Terror screening faulted
WASHINGTON - The government has allowed terrorists into America's witness protection program and has failed to provide the names of some of them for the watch list that's used to keep dangerous people off airline flights, the Justice Department's inspector general says.
WASHINGTON - The government has allowed terrorists into America's witness protection program and has failed to provide the names of some of them for the watch list that's used to keep dangerous people off airline flights, the Justice Department's inspector general says.
As a result of the department's failure to share information with the Terrorist Screening Center, some in the witness protection program who were on a "no-fly" list were allowed to travel on commercial flights, the department's watchdog said.
The FBI-managed screening center is the clearinghouse for information about known or suspected terrorists.
In a briefing for reporters Thursday, the Justice Department said it has remedied the problem with a restrictive travel policy that prohibits program participants with no-fly status from traveling on commercial flights. The department declined to say how many people in the program actually flew.
While people involved in terrorism cases have long been eligible for federal witness protection, the Justice Department wouldn't say how many have been in the program. The inspector general's report said it was "a small but significant number."
The Witness Security Program, or WitSec as it is known, protects witnesses from the people and organizations against whom they have testified. The U.S. Marshals Service provides cooperating witnesses with new identities.
The program has been significant in the government's efforts to prosecute terrorists responsible for the 1993 World Trade Center bombing, the 1995 bombing in Oklahoma City, and the 2009 New York subway suicide-bomb plot.
Since the witness protection program began in 1971, it has taken in more than 8,400 witnesses and 9,900 family members and other associates of witnesses. The department said the vast majority of what it referred to as former terrorists in the program were admitted before the 9/11 attacks.
The department said that to date, the FBI has not identified a national security threat tied to the participation of any terrorism-linked witness in the program.
The inspector general's report said that as a result of the department not disclosing information on some known or suspected terrorists, the new, government-provided identities of the witnesses were not included on the consolidated terrorist watch list until the IG noted it.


### Your assignment
Exactly and only the lines from the line holding "What do you see at coordinates (529, 33)" to the end of the records should be reproduced. Leave pictures out.

########

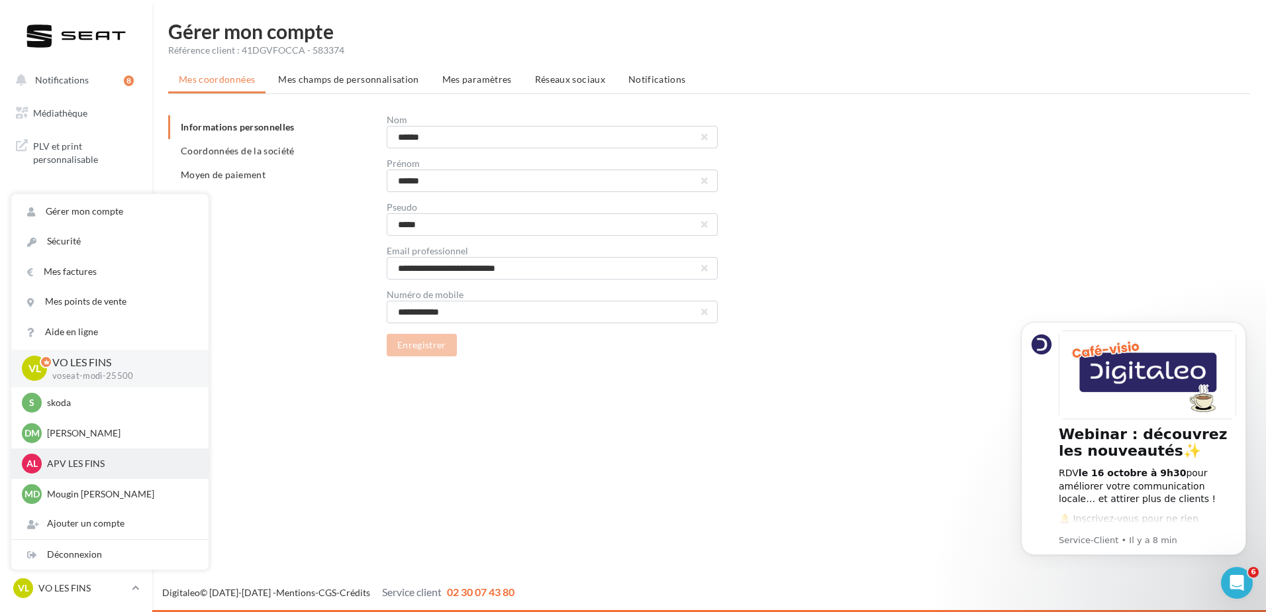  What do you see at coordinates (552, 164) in the screenshot?
I see `div: Prénom` at bounding box center [552, 164].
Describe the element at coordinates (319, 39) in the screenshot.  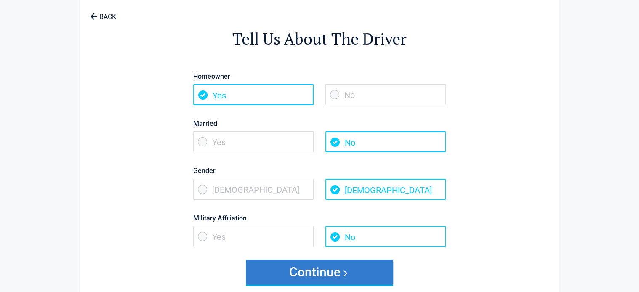
I see `h2: Tell Us About The Driver` at that location.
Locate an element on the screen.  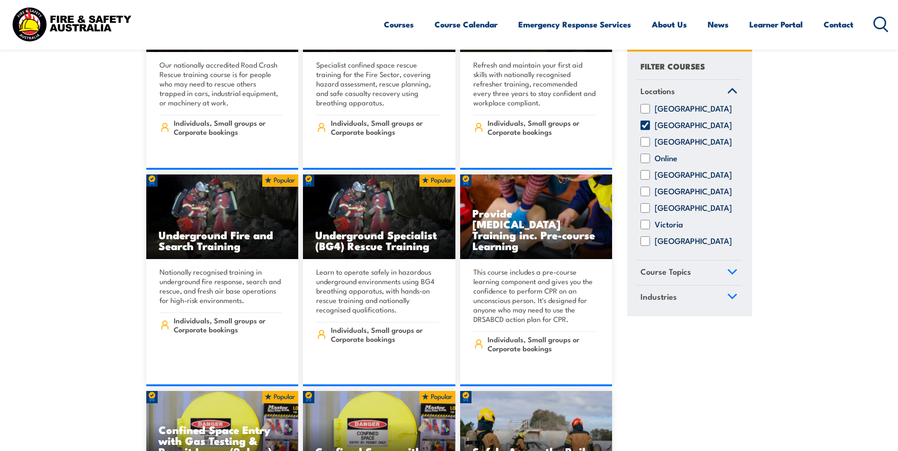
p: Learn to operate safely in hazardous underground environments using BG4 breathing apparatus, with... is located at coordinates (378, 291).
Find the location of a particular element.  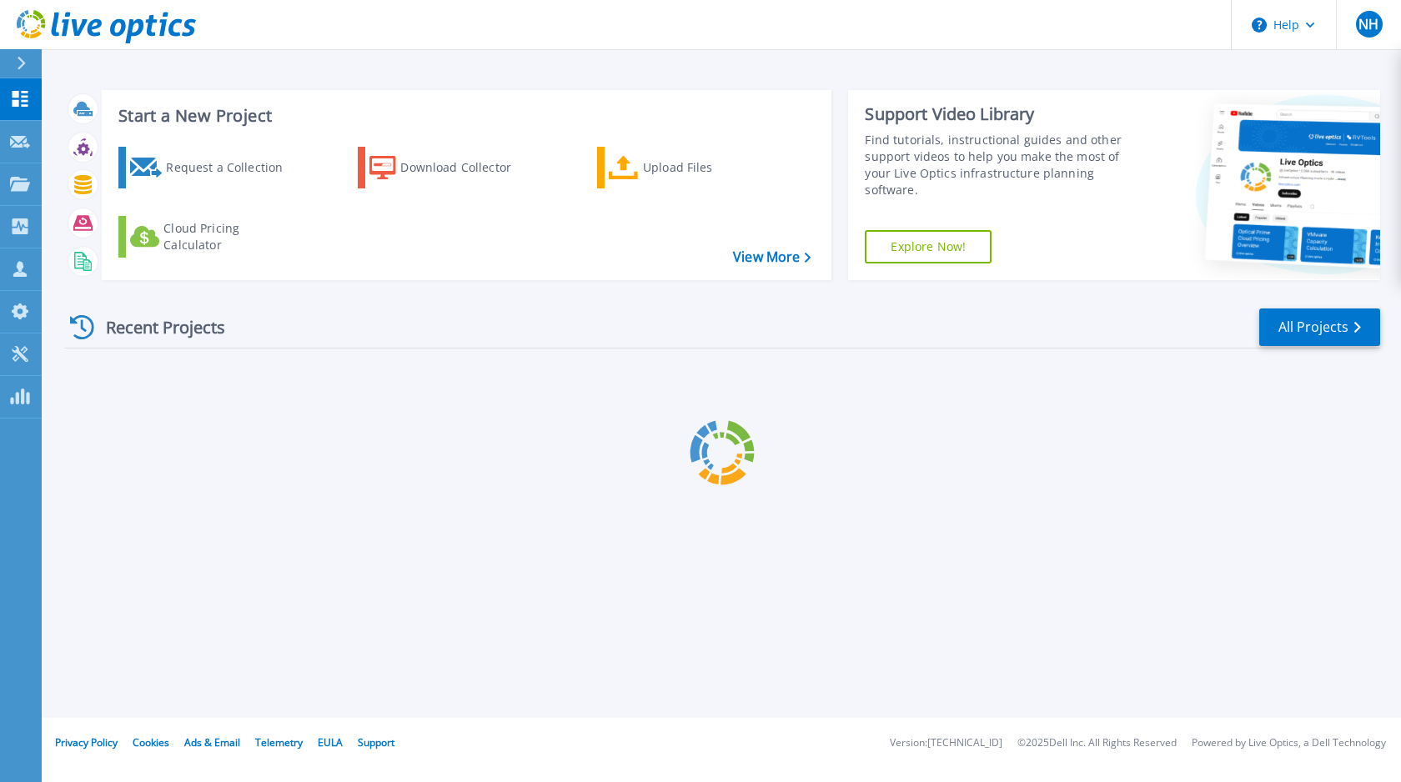

a: Telemetry is located at coordinates (279, 742).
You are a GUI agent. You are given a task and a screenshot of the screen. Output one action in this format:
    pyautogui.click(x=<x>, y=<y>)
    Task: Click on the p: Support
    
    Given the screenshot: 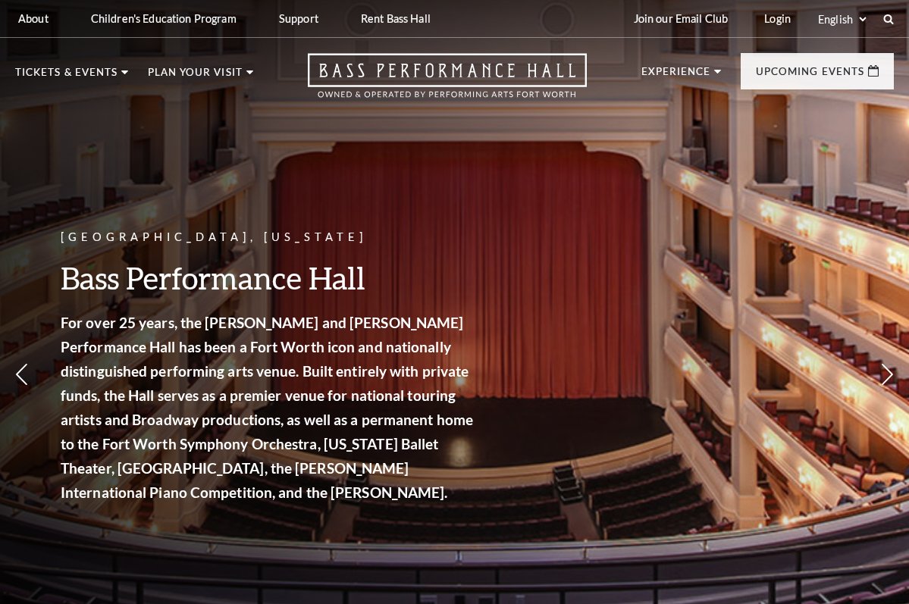 What is the action you would take?
    pyautogui.click(x=299, y=18)
    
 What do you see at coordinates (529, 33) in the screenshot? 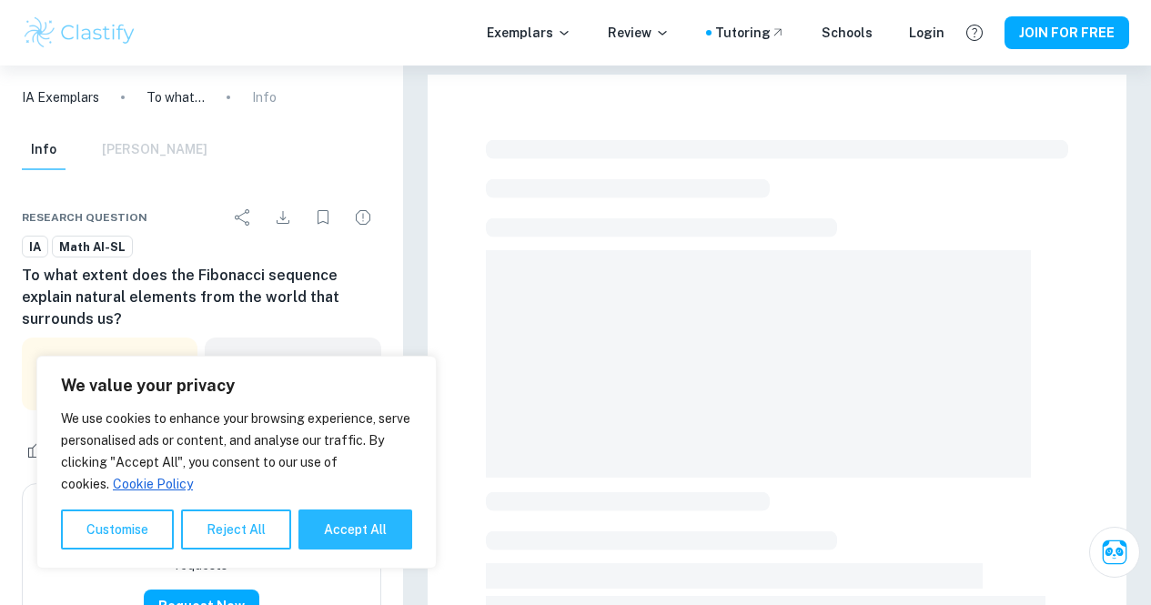
I see `p: Exemplars` at bounding box center [529, 33].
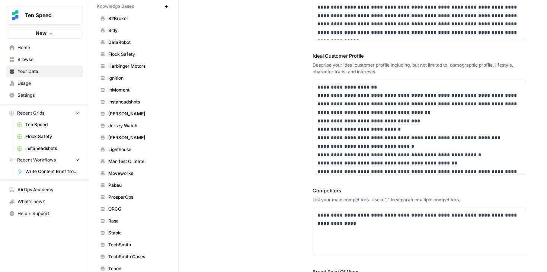  Describe the element at coordinates (134, 90) in the screenshot. I see `a: InMoment` at that location.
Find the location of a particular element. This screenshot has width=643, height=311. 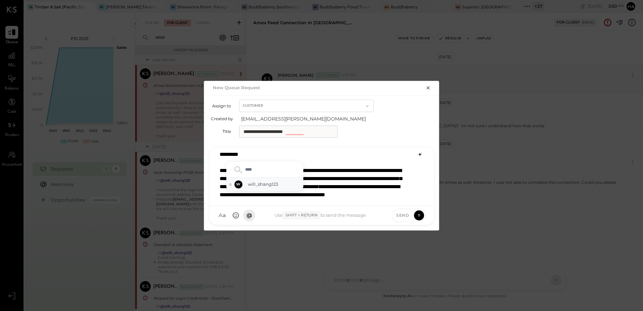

########

### Written response
 What do you see at coordinates (529, 33) in the screenshot? 
I see `p: Exemplars` at bounding box center [529, 33].
  Describe the element at coordinates (134, 90) in the screenshot. I see `a: InMoment` at that location.
Find the location of a particular element. This screenshot has width=643, height=311. 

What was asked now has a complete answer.